Abstract: Reinforcement learning (RL) for robotics is challenging due to the difficulty in hand-engineering a dense cost function, which can lead to unintended behavior, and dynamical uncertainty, which makes it hard to enforce constraints during learning. We address these issues with a new model-based reinforcement learning algorithm, safety augmented value estimation from demonstrations (SAVED), which uses supervision that only identifies task completion and a modest set of suboptimal demonstrations to constrain exploration and learn efficiently while handling complex constraints. We derive iterative improvement guarantees for SAVED under known stochastic nonlinear systems. We then compare SAVED with 3 state-of-the-art model-based and model-free RL algorithms on 6 standard simulation benchmarks involving navigation and manipulation and 2 real-world tasks on the da Vinci surgical robot. Results suggest that SAVED outperforms prior methods in terms of success rate, constraint satisfaction, and sample efficiency, making it feasible to safely learn complex maneuvers directly on a real robot in less than an hour. For tasks on the robot, baselines succeed less than 5% of the time while SAVED has a success rate of over 75% in the first 50 training iterations.

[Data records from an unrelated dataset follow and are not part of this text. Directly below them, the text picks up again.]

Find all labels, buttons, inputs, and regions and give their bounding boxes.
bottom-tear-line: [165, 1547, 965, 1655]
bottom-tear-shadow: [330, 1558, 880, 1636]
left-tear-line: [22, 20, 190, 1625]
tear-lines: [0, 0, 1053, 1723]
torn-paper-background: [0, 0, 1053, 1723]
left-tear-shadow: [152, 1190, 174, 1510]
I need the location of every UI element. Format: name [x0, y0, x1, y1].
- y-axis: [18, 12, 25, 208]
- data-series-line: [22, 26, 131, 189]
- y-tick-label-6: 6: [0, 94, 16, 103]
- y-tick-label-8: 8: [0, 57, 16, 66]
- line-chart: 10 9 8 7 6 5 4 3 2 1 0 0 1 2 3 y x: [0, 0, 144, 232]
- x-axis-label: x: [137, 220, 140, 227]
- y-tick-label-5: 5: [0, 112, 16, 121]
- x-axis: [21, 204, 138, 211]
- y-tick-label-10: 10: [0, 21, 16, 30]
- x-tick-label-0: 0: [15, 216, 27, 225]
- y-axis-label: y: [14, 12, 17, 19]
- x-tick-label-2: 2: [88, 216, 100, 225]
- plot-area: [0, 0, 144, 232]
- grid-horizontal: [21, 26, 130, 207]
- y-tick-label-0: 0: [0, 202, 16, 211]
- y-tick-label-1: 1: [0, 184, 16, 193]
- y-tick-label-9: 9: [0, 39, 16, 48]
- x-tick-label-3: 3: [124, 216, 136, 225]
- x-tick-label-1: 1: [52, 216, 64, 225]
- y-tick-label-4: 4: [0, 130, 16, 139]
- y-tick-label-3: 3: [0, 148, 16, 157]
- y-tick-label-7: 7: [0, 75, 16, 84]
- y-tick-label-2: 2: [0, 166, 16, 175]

The provided environments require MuJoCo 1.50.1.68. Other dependencies can be installed with pip install -r requirements.txt
. We recommend installing everything in a Python 3.6 virtual environment.

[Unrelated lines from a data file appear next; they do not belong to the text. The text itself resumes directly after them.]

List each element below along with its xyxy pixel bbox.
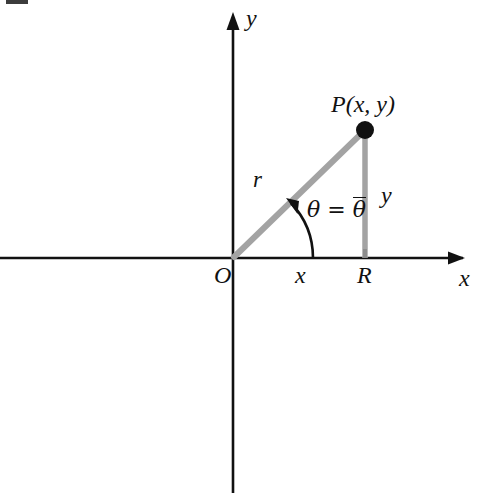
y-axis-arrowhead bbox=[227, 12, 240, 30]
point-p-marker bbox=[356, 121, 374, 139]
figure-canvas: P(x, y) r y θ = θ O x R x y bbox=[0, 0, 483, 498]
horizontal-leg-label: x bbox=[295, 263, 306, 287]
radius-label: r bbox=[253, 168, 262, 191]
y-axis-label: y bbox=[246, 6, 257, 30]
angle-label: θ = θ bbox=[307, 197, 366, 221]
angle-theta-bar-rhs: θ bbox=[353, 197, 366, 221]
x-axis-label: x bbox=[459, 266, 470, 290]
radius-segment bbox=[234, 131, 364, 257]
foot-point-label: R bbox=[357, 263, 372, 287]
x-axis-arrowhead bbox=[448, 252, 465, 265]
angle-theta-lhs: θ bbox=[307, 197, 320, 222]
vertical-leg-label: y bbox=[381, 183, 392, 207]
point-p-label: P(x, y) bbox=[331, 92, 395, 116]
angle-equals-sign: = bbox=[320, 197, 352, 222]
origin-label: O bbox=[214, 263, 231, 287]
coordinate-diagram bbox=[0, 0, 483, 498]
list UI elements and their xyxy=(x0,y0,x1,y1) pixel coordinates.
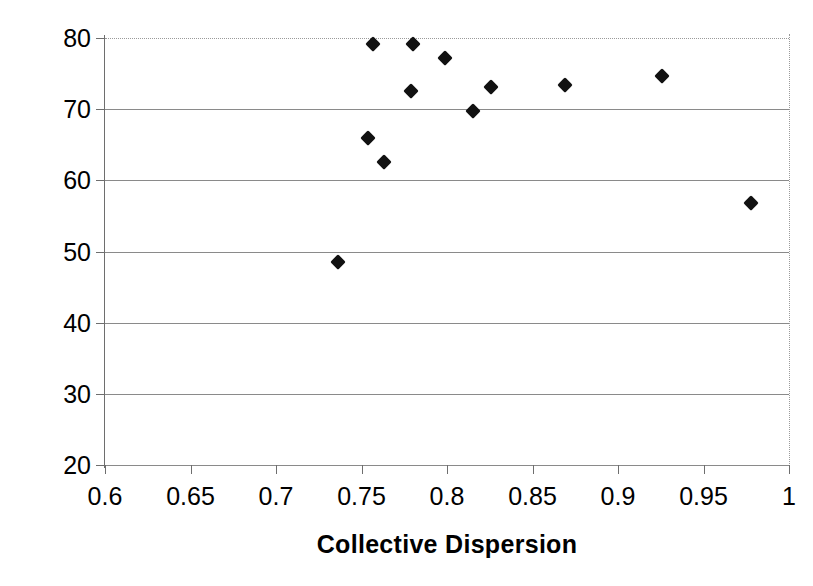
x-tick-mark-0.95 xyxy=(704,465,705,474)
gridline-y-80 xyxy=(105,38,789,39)
x-tick-mark-0.6 xyxy=(105,465,106,474)
plot-area: 20304050607080 0.60.650.70.750.80.850.90… xyxy=(105,38,789,465)
data-point xyxy=(484,79,500,95)
y-tick-mark-30 xyxy=(96,394,105,395)
y-tick-label-50: 50 xyxy=(63,237,91,266)
data-point xyxy=(361,131,377,147)
x-tick-label-0.65: 0.65 xyxy=(166,482,215,511)
data-point xyxy=(744,195,760,211)
y-tick-mark-60 xyxy=(96,180,105,181)
x-tick-label-1: 1 xyxy=(782,482,796,511)
x-tick-label-0.7: 0.7 xyxy=(259,482,294,511)
y-axis-title-text: Collective Fitness xyxy=(0,184,3,402)
y-tick-mark-20 xyxy=(96,465,105,466)
x-tick-label-0.6: 0.6 xyxy=(88,482,123,511)
data-point xyxy=(557,77,573,93)
y-tick-mark-70 xyxy=(96,109,105,110)
data-point xyxy=(655,69,671,85)
y-tick-mark-80 xyxy=(96,38,105,39)
data-point xyxy=(465,103,481,119)
y-tick-label-20: 20 xyxy=(63,451,91,480)
x-tick-label-0.9: 0.9 xyxy=(601,482,636,511)
data-point xyxy=(403,83,419,99)
gridline-y-40 xyxy=(105,323,789,324)
x-tick-label-0.75: 0.75 xyxy=(337,482,386,511)
x-tick-mark-0.9 xyxy=(618,465,619,474)
y-tick-label-40: 40 xyxy=(63,308,91,337)
y-tick-label-70: 70 xyxy=(63,95,91,124)
x-tick-mark-0.7 xyxy=(276,465,277,474)
data-point xyxy=(330,254,346,270)
x-tick-label-0.8: 0.8 xyxy=(430,482,465,511)
y-tick-label-80: 80 xyxy=(63,24,91,53)
x-tick-label-0.95: 0.95 xyxy=(679,482,728,511)
gridline-y-70 xyxy=(105,109,789,110)
plot-right-border xyxy=(789,34,790,468)
data-point xyxy=(376,154,392,170)
scatter-plot-figure: Collective Fitness 20304050607080 0.60.6… xyxy=(0,0,813,586)
x-tick-label-0.85: 0.85 xyxy=(508,482,557,511)
x-tick-mark-0.75 xyxy=(362,465,363,474)
y-tick-label-30: 30 xyxy=(63,379,91,408)
x-axis-title: Collective Dispersion xyxy=(105,530,789,559)
y-tick-mark-50 xyxy=(96,252,105,253)
x-tick-mark-1 xyxy=(789,465,790,474)
x-tick-mark-0.85 xyxy=(533,465,534,474)
gridline-y-30 xyxy=(105,394,789,395)
y-tick-label-60: 60 xyxy=(63,166,91,195)
gridline-y-50 xyxy=(105,252,789,253)
y-tick-mark-40 xyxy=(96,323,105,324)
x-tick-mark-0.8 xyxy=(447,465,448,474)
data-point xyxy=(438,50,454,66)
x-tick-mark-0.65 xyxy=(191,465,192,474)
gridline-y-60 xyxy=(105,180,789,181)
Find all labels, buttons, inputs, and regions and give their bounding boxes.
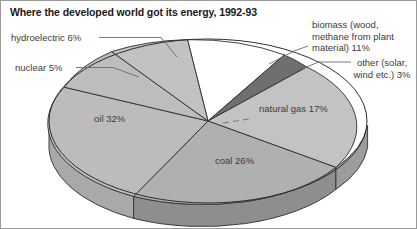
label-other: other (solar, wind etc.) 3% [353, 57, 411, 80]
label-nuclear: nuclear 5% [15, 62, 63, 74]
label-hydroelectric: hydroelectric 6% [11, 32, 81, 44]
label-biomass: biomass (wood, methane from plant materi… [312, 19, 414, 54]
label-coal: coal 26% [215, 155, 254, 167]
label-oil: oil 32% [94, 113, 125, 125]
pie-chart-figure: Where the developed world got its energy… [0, 0, 417, 229]
label-natural-gas: natural gas 17% [259, 103, 328, 115]
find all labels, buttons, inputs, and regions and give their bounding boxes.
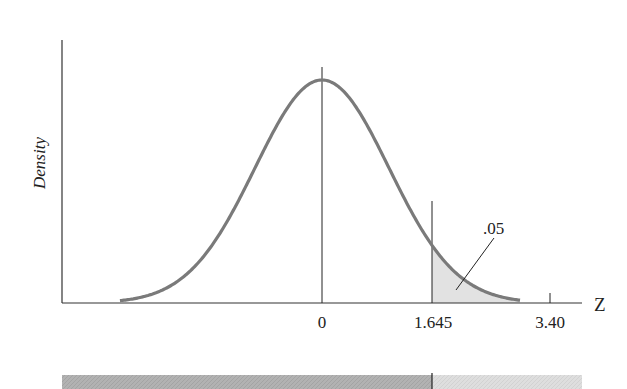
annotation-leader-line [456,238,494,290]
tail-area-label: .05 [483,219,504,238]
tick-label-3-40: 3.40 [535,313,565,332]
normal-distribution-chart: .05 Density 0 1.645 3.40 Z [0,0,627,389]
acceptance-region-bar [62,375,432,389]
rejection-region-shading [432,245,520,303]
tick-label-0: 0 [318,313,327,332]
density-curve [120,80,520,301]
y-axis-title: Density [30,137,49,190]
rejection-region-bar [432,375,582,389]
x-axis-title: Z [594,294,606,315]
tick-label-1-645: 1.645 [414,313,452,332]
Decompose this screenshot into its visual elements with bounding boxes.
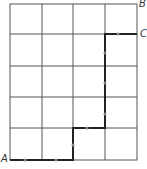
label-b: B xyxy=(139,0,146,9)
grid-diagram xyxy=(0,0,147,169)
label-a: A xyxy=(1,154,8,164)
label-c: C xyxy=(140,29,147,39)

Experiments for a particular environment can be run using:
python scripts/mbexp.py
-env ENV (required) The name of the environment. Select from
[cartpole, reacher, pusher, halfcheetah].
-ca CTRL_ARG (optional) The arguments for the controller
(see section below on controller arguments).

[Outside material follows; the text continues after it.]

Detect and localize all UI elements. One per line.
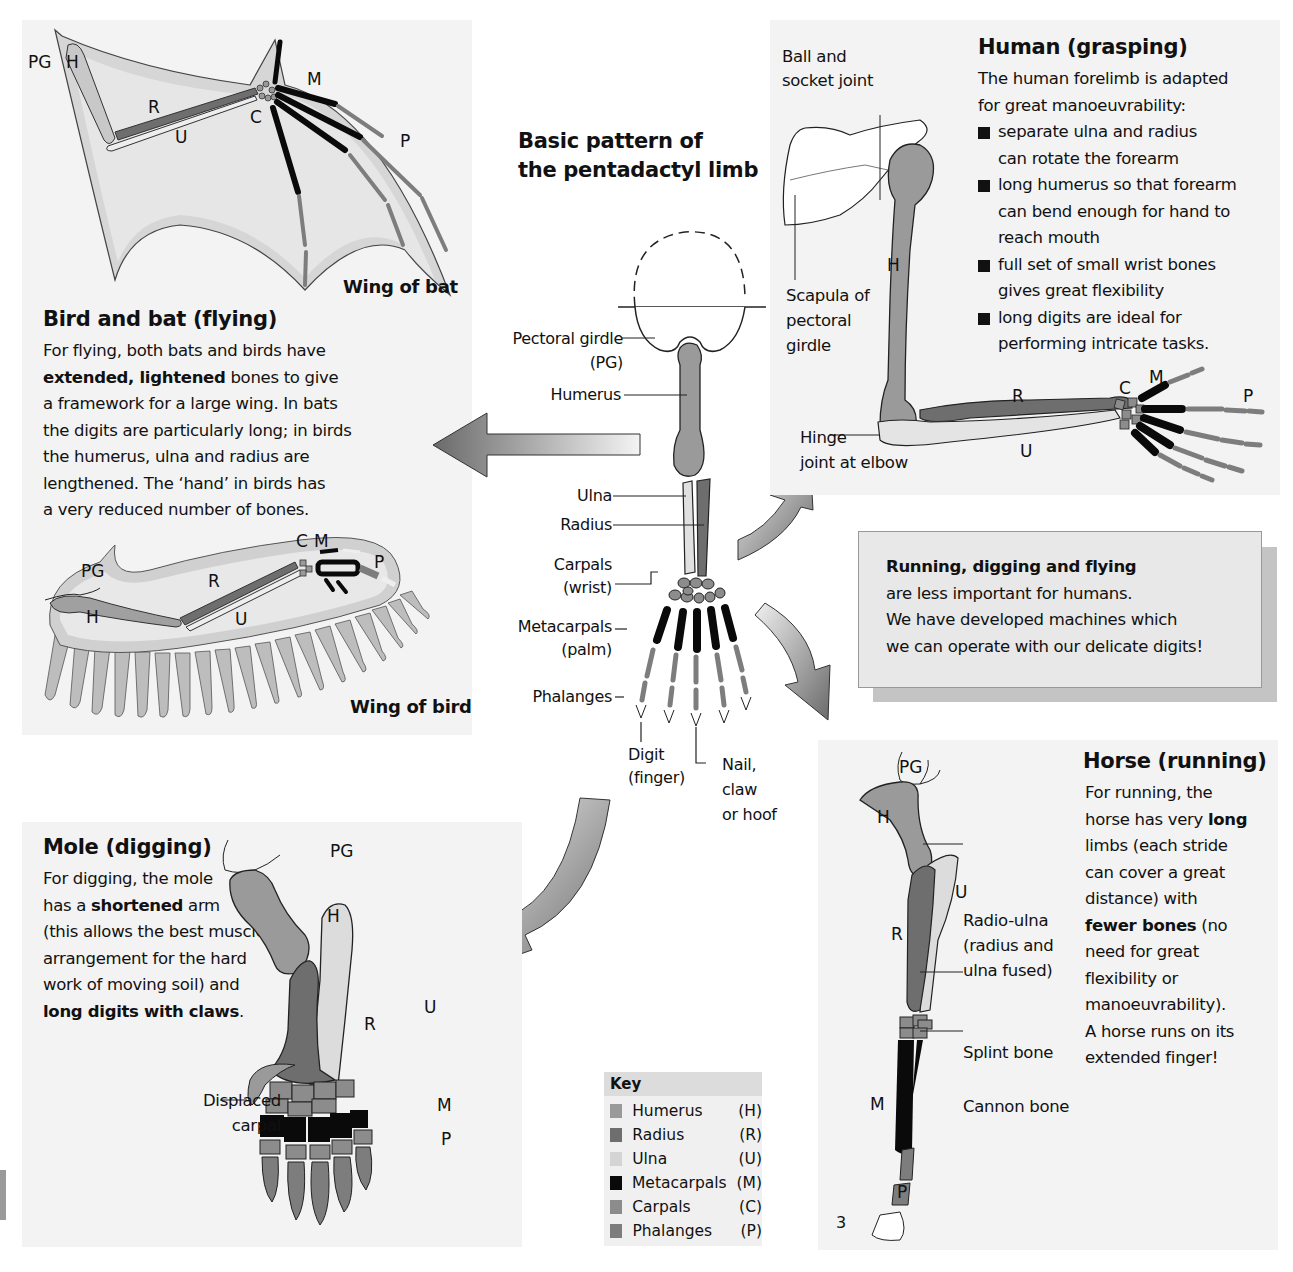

-o OVERRIDE (optional) Overrides to default parameters
(see section below on overrides).
-logdir LOGDIR (optional) Directory to which results will be logged (default: ./log)
To run experiments with default arguments to reproduce our results, only specify the environment (and optionally a log directory). For example: python scripts/mbexp.py -env reachersparse
.
Results will be saved in <logdir>/<date+time of experiment start>/
.
Trial data will be contained in logs.mat
, with the following contents:
{
"observations": NumPy array of shape
[num_train_iters * nrollouts_per_iter + ninit_rollouts, trial_lengths, obs_dim]
"actions": NumPy array of shape
[num_train_iters * nrollouts_per_iter + ninit_rollouts, trial_lengths, ac_dim]
"costs": NumPy array of shape
[num_train_iters * nrollouts_per_iter + ninit_rollouts, trial_lengths, 1]
"returns": Numpy array of shape [1, num_train_iters * neval]
}
We currently only provide code for simulated experiments from the SAVED paper. Support for physical experiments is coming soon.
A script for visualizing a rollout with a trained model is also provided for convenience, and can be run using python scripts/render.py
. Usage is similar to mbexp.py
, with an additional argument -model_dir <path to directory containing saved model files>
. The provided directory must contain model.mat
and model.nns
.
To specify controller arguments -ca
, choose among the following options:
model-type : The model that will be used. Select from [D, P, DE, PE]. Defaults to PE.
D indicates deterministic networks, P indicates probabilistic networks, and E indicates
ensembling.
prop-type : The propagation method that will be used. Select from [E, DS, TS1, TSinf, MM].
Defaults to TSinf. E indicates deterministic, DS is distribution sampling, TS*
are trajectory sampling methods, and MM is moment matching.
opt-type : The optimizer that will be used to select action sequences. Select from [Random, CEM].
Defaults to CEM (cross-entropy method).
Update experiment parameters in dmbrl/config/{env}.py
. For example, to set SAVED parameters
for the Reacher environment, modify the experiment parameters in dmbrl/config/reachersparse.py
All of the navigation parameters are located in dmbrl/config/pointbot.py
Example plotting code is in scripts/analyze_logs.py
To report issues, please open an issue on the Issues page.
This code was built on top of the handful-of-trials repository.